Interviewing is an important job. I can, in fact, argue that there is no more important job in any organization. After all, people are at the root of the success of any company. Identifying, attracting and eventually retaining top talent lies at the core of any successful team.
The ultimate objective of any interview is to deeply understand the individual. To get a glimpse of who they are, and what defines them. What they bring to the party. Only when we know this can we assess whether they fit into our organizations or not. Many corporate training sessions on interviewing and the self-proclaimed “gurus” out there will teach what only can be termed a “positive” approach to the interview. You ask about what they have accomplished. What they enjoy in life. What their dreams and aspirations are. And so on.
Early on in my career, I used to follow this formula. I listened to all the supposed experts. And after making a number of glaring hiring mistakes, I gradually learned a few eternal truths:
• What a person loves, what they dream about, what they fantasize about accomplishing, doesn’t mean a damn thing. Every lazy couch potato has a mind full of dreams! The good stuff doesn’t define who we are, it is the negatives that do. The struggles. The pain. And in particular, the toil that we embrace and choose to have in our lives that makes us who we are. Because we can’t have the good stuff, the fantasies, without enduring a great deal of pain in some shape or form.
You know this, and you know the person. And in knowing the person, you will know how well they will fit — or not fit — into your organization.
What is important in this line of questioning is choice. It’s pain that an individual will willingly take and embrace, versus a hardship that just “happens” as these things do in life.
Often we will equate value or “toughness” with what a person has endured — maybe, maybe not, because often there was no choice in the matter. My parents died when I was relatively young. Over the years I have had dozens, if not hundreds, of people apologize to me for this and say something like, “That must have been tough, I don’t know how you made it through.”
In reality, while this is a nice sentiment, it’s a crock of crap. What choice did I have? It happened. They died. I did not choose it, nor would I ever embrace it. It just happened. My choices were to get up and move on with life, or go and commit suicide. When people endure horrible events and unpredictable occurrences, they certainly do deserve our sympathy. But this is life and it happens to all of us. It doesn’t define who we are as people.
What defines us is the pain we choose to embrace. The battles we love charging into. The toil that doesn’t seem to us like toil. That’s who we are.
Let’s take fitness. I don’t know of a person who doesn’t want a great level of health and fitness, a beach-worthy body, to strip down to a bikini in Boracay and have people stop dead in their tracks and admire!
The people who get this are not solely just disciplined and hardworking; no, it’s more than this. They love the gym and the pain of the gym. They embrace the suffering. They love the idea of watching what they eat and making exercise a daily routine. It’s a struggle that they embrace. And the rest simply embrace the dream of having the great body. It’s all about the positives, the good things, the end result, the destination.
The positives don’t define. The dreams don’t define. The good doesn’t define. The wishes and sentiments certainly don’t define. What defines us are which struggles we willingly choose to embrace. And this is how life is. There is no positive without negatives. There is no end-result without sacrifice. There is no destination without the journey.
Everyone has dreams, and destinations they aspire to, and good thoughts and feelings and desires. This doesn’t tell you a single thing of substance about the core of the person. What it does tell you are the struggles they will embrace in getting there. And if those struggles correlate to the struggles you have in your organization, then you have a winning hire sitting in front of you.
We live, unfortunately, in a microwave culture. We want everything cooked our way and cooked fast. The greatest sales pitch today that suckers more people in is for products and services that offer the positives without the negatives: the destination without the journey, the victory with no sacrifice whatsoever, the money without having to work hard. This is how we get the “amazing weight-loss pills” that, of course, never work, but everyone still wants to buy. Because we want the easy way out. We want it all, without any sacrifice along the way.
I used to believe that people who climbed to the top of the corporate ladder simply endured the toils required to make it to the top. But you know what? It really isn’t about enduring anything; the most successful people embrace and actually love the stress, the pace, the long hours, the office politics. I see time and time again people who have made it to the pinnacle of success and have more than enough money for 20 lifetimes, but they still go all-out into their 60s, 70s, and even 80s. What drives them is not retirement, but embracing the hardships. They love the tension. They love the pressure-cooker life. They love the toils of business. And this defines a part of who they are.
Entrepreneurs love the risk taking, the uncertainty, the crazy work hours, and this is why they do it. But it’s not a choice everyone would make.
One man’s hell is another man’s heaven. It’s not a matter of what we will endure; it’s what we love to endure.
The next time you are interviewing someone, stay away from the fluff questions like “What is your dream job?” or “What are your goals?” Instead, focus on learning what pain they embrace in their life. What toils are they able and willing to sustain for life? How do they choose to suffer? This is what defines us as humans — the values we are willing to struggle for, because our struggles determine our success.
And if you know this, you know the person, and you will make the right hiring choice.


AIM OF THE TASK: Of the lines below, copy those that hold the word "name".

EXERCISE INPUTS:
# # # # #
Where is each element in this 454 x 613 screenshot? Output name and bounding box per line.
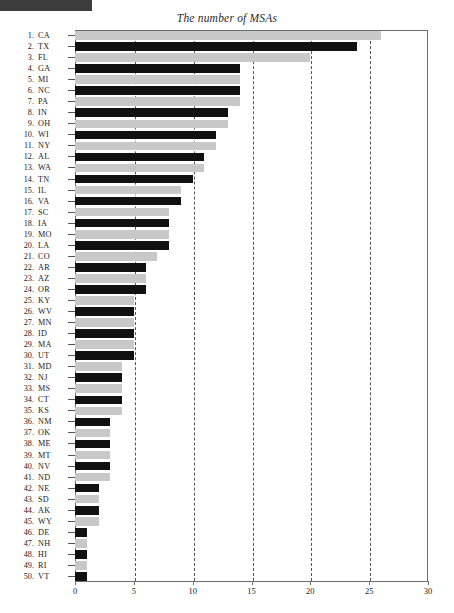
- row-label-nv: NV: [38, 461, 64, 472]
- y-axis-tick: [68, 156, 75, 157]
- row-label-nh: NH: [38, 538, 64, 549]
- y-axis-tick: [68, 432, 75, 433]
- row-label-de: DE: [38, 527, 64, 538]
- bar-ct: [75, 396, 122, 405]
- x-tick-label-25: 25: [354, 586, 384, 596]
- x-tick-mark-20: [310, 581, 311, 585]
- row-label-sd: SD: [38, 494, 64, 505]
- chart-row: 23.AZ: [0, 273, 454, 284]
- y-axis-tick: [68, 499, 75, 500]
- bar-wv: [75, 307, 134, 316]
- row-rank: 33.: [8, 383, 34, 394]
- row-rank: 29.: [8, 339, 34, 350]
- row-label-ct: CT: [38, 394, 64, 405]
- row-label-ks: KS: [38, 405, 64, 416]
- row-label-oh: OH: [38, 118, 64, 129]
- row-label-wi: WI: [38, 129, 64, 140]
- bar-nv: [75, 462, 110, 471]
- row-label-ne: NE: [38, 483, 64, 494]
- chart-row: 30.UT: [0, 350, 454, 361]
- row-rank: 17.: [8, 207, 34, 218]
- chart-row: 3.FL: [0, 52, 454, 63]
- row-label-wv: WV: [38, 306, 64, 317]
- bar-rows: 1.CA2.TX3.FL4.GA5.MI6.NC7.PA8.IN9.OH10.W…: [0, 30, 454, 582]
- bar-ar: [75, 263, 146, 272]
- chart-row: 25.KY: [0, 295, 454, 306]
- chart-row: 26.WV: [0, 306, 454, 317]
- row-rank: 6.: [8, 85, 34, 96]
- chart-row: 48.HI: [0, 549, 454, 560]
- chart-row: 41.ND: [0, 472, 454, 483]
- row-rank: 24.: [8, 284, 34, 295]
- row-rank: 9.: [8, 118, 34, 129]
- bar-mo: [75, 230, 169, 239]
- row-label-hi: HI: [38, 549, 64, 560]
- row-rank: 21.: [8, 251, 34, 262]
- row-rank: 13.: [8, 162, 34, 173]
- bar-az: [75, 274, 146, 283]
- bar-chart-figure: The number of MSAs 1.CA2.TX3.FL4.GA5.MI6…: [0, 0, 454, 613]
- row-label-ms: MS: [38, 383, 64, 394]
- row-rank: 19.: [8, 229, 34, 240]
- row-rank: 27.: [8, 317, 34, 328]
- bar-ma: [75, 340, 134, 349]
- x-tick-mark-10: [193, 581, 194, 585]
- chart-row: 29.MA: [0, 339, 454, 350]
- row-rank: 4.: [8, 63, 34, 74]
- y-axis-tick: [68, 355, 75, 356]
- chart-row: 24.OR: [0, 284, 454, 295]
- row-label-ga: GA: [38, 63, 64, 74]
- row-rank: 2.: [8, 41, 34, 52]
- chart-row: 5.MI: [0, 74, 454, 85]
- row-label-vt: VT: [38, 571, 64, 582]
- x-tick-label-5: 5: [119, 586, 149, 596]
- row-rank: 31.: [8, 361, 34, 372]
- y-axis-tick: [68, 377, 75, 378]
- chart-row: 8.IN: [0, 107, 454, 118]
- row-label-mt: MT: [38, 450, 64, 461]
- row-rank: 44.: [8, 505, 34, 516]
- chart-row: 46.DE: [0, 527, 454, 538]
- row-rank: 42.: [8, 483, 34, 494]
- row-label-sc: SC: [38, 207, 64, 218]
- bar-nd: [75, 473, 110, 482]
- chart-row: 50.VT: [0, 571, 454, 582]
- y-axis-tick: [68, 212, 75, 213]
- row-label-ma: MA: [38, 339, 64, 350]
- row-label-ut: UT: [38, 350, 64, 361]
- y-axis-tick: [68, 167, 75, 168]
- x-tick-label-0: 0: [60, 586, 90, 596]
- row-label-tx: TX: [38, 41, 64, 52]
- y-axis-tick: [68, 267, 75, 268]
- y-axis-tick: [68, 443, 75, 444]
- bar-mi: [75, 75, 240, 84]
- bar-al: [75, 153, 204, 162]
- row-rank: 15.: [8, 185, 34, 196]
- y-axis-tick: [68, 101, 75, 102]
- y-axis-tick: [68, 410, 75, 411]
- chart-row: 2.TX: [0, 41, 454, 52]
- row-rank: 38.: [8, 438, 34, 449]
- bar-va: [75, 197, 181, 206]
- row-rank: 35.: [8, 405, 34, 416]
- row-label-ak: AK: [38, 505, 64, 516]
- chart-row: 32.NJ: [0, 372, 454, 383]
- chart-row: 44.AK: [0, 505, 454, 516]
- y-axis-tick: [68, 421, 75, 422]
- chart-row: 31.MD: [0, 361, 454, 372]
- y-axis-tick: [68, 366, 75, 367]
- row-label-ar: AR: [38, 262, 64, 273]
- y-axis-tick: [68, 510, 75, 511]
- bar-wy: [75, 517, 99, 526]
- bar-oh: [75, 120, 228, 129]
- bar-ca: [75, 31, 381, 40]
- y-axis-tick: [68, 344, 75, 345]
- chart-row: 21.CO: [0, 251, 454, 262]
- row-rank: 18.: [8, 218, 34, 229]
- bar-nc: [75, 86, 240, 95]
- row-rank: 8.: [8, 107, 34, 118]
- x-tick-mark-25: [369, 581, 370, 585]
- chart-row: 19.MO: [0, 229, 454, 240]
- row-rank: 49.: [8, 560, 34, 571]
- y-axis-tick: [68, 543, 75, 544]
# # # # #
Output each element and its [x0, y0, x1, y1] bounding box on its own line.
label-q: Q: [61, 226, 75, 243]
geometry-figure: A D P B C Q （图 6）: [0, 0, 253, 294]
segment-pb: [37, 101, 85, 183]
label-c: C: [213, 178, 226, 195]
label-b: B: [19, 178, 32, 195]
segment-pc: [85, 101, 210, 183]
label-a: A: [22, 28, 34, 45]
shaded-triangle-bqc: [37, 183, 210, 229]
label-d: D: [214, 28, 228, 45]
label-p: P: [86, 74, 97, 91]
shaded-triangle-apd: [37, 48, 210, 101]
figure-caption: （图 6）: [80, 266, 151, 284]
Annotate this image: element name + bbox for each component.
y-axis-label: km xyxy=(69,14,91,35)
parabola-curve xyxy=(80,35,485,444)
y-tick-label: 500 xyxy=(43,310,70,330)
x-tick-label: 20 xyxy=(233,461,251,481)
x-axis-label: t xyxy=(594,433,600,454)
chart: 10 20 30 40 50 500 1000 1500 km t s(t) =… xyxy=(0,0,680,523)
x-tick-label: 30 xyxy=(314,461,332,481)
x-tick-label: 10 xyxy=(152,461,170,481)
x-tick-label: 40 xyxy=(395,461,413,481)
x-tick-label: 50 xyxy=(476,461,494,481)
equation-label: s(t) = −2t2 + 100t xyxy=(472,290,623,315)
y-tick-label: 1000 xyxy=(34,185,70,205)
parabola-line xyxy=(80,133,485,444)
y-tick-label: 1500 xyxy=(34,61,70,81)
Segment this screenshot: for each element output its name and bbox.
# # # # #
RESPONSE:
Where is each element in this 454 x 613 screenshot? Output name and bounding box per line.
Annotate this image: element name + bbox for each component.
Segment this screenshot: for each element output its name and bbox.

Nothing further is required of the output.